Saturday, March 16, 2013

The Great Rebalancing - it is all about savings


Michael Pettis has written what may be one of the most important economic books for 2013. He is a former Wall Street analyst, economics professor in China, and an excellent blogger through his China Financial Markets site. What he does is smash a number of myths concerning China and the rest of the world with respect to the international financial system. Policy talk has been all about the huge trade surplus in China and the opposite trade deficit in the US as if this is a war that is fought on the factory floor through cheap labor and undervalued currencies. There are a growing number of stories on currnecy wars when in reality the war is on savings imbalances. What Pettis does is place the main focus back on the imbalance in the current account through looking at the accounting identities associated with trade. 

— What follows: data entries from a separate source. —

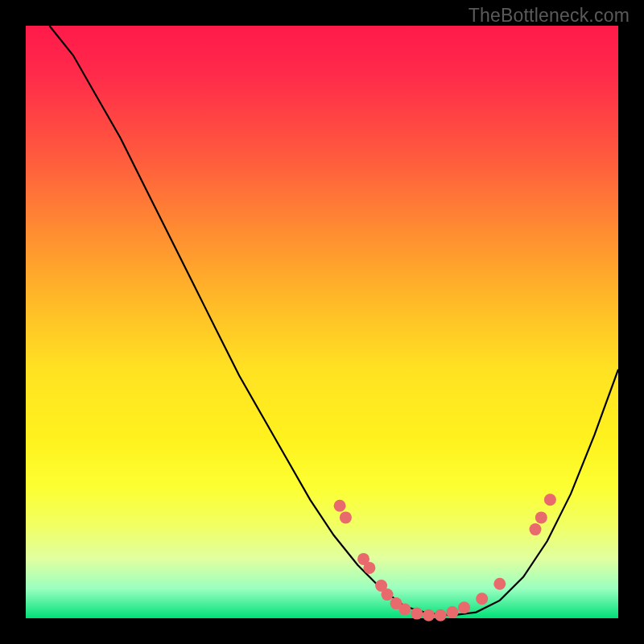 This screenshot has height=644, width=644. Describe the element at coordinates (549, 16) in the screenshot. I see `watermark-text: TheBottleneck.com` at that location.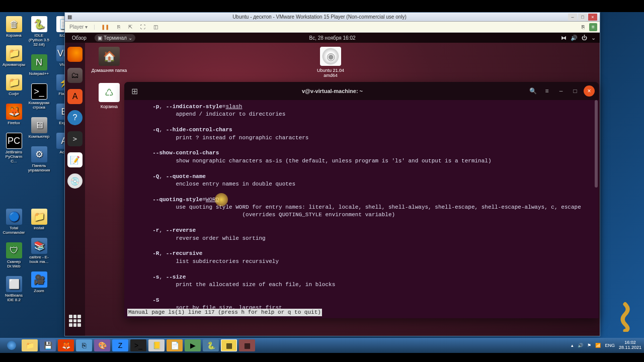 This screenshot has width=644, height=362. I want to click on maximize-button: □, so click(583, 17).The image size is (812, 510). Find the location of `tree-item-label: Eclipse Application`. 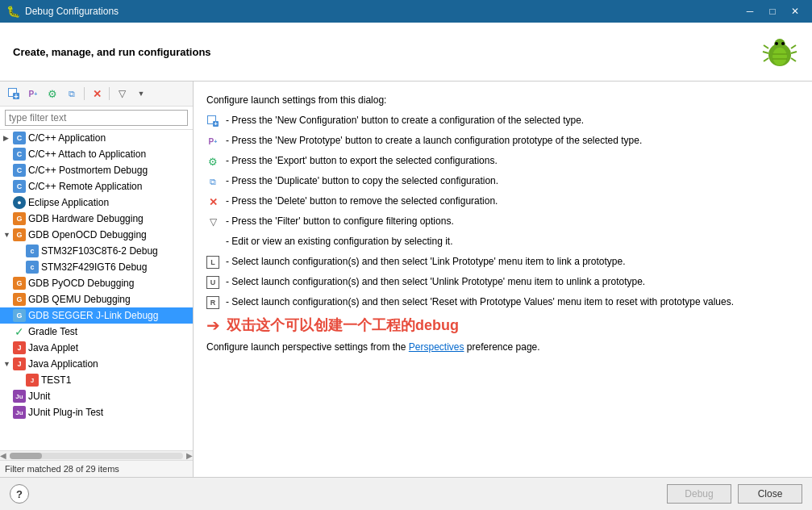

tree-item-label: Eclipse Application is located at coordinates (69, 203).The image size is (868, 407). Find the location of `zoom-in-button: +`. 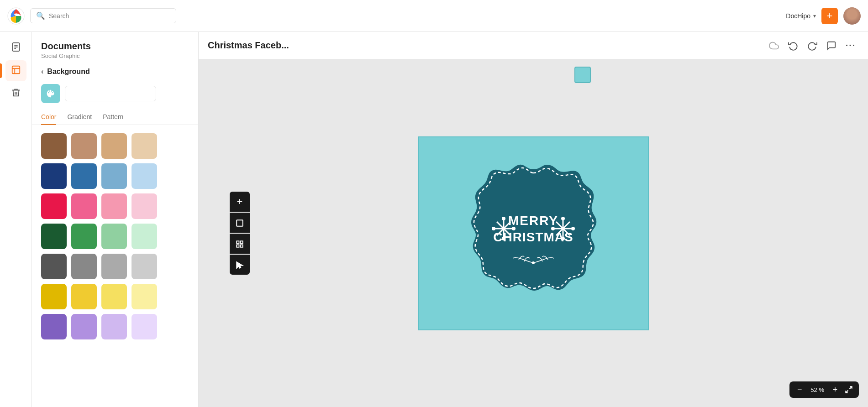

zoom-in-button: + is located at coordinates (835, 390).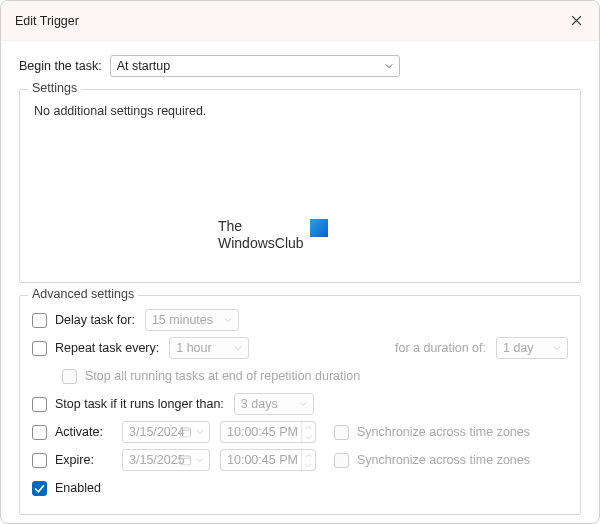  Describe the element at coordinates (144, 66) in the screenshot. I see `begin-task-value: At startup` at that location.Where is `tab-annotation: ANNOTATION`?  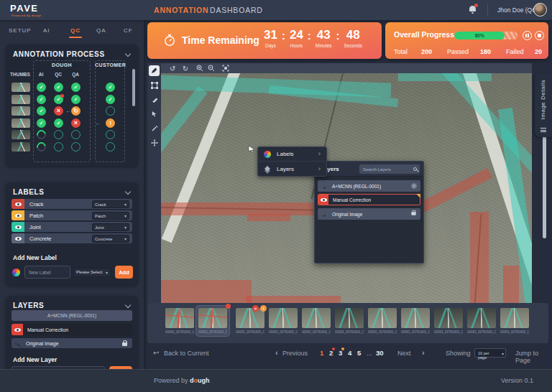
tab-annotation: ANNOTATION is located at coordinates (181, 10).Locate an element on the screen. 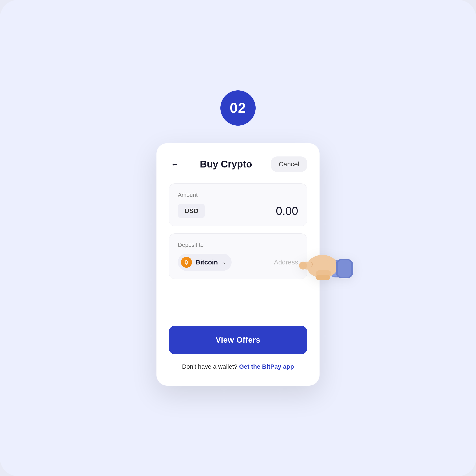  amount-section: Amount USD 0.00 is located at coordinates (238, 205).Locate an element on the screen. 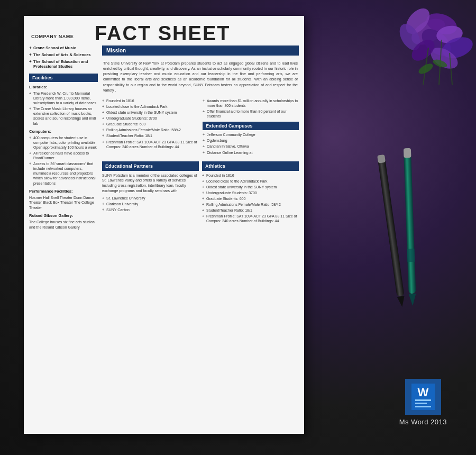 Image resolution: width=476 pixels, height=455 pixels. left-facts-list: Founded in 1816 Located close to the Adi… is located at coordinates (150, 124).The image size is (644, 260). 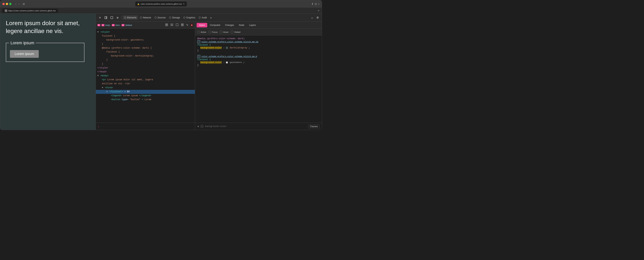 I want to click on lock-icon: 🔒, so click(x=138, y=4). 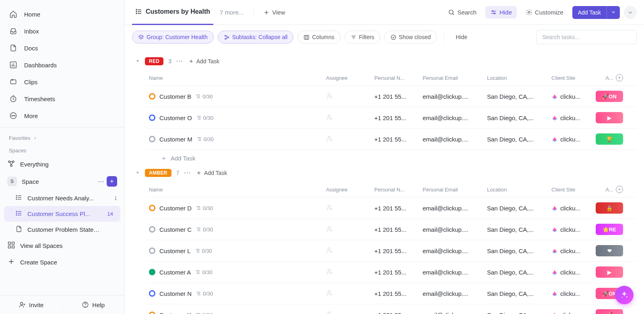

The trade imbalance is related to the savings and investment imbalance through the simple identity that 

X-M = S-I. 

Exports minus imports have to equal the difference between savings and investments. This has been a focus of discussion by many leading economists. Ben Bernanke wrote about this issue well before the crisis, but for all of the economists who have focused on the identity, there are still many who get it wrong. There is the idea that China may threaten the US through ending the purchase of Treasuries. There is the idea that the US can get out of this problem through simple domestic policies. There is the view that tariffs can be used to solve the imbalance problem. All are wrong. 

Pettis pushes the identities of international trade and finance to the extreme, but he makes the excellent point that to solve any trad problem you have to go back to what is happening to savings and investment. The issue of one country cannot be isolated relative to the rest of the world. This is a global problem that needs correcting or we will have a huge global recession. 

This is not an easy book. The concepts are easy, but Pettis works through the mechanics of the adjustment process quickly and without a formal model. These models exist, but Pettis focuses on story-telling. This requires careful attention by the reader; however, the effort is well-paid for in the end with a clear idea of the problems the global finance system faces.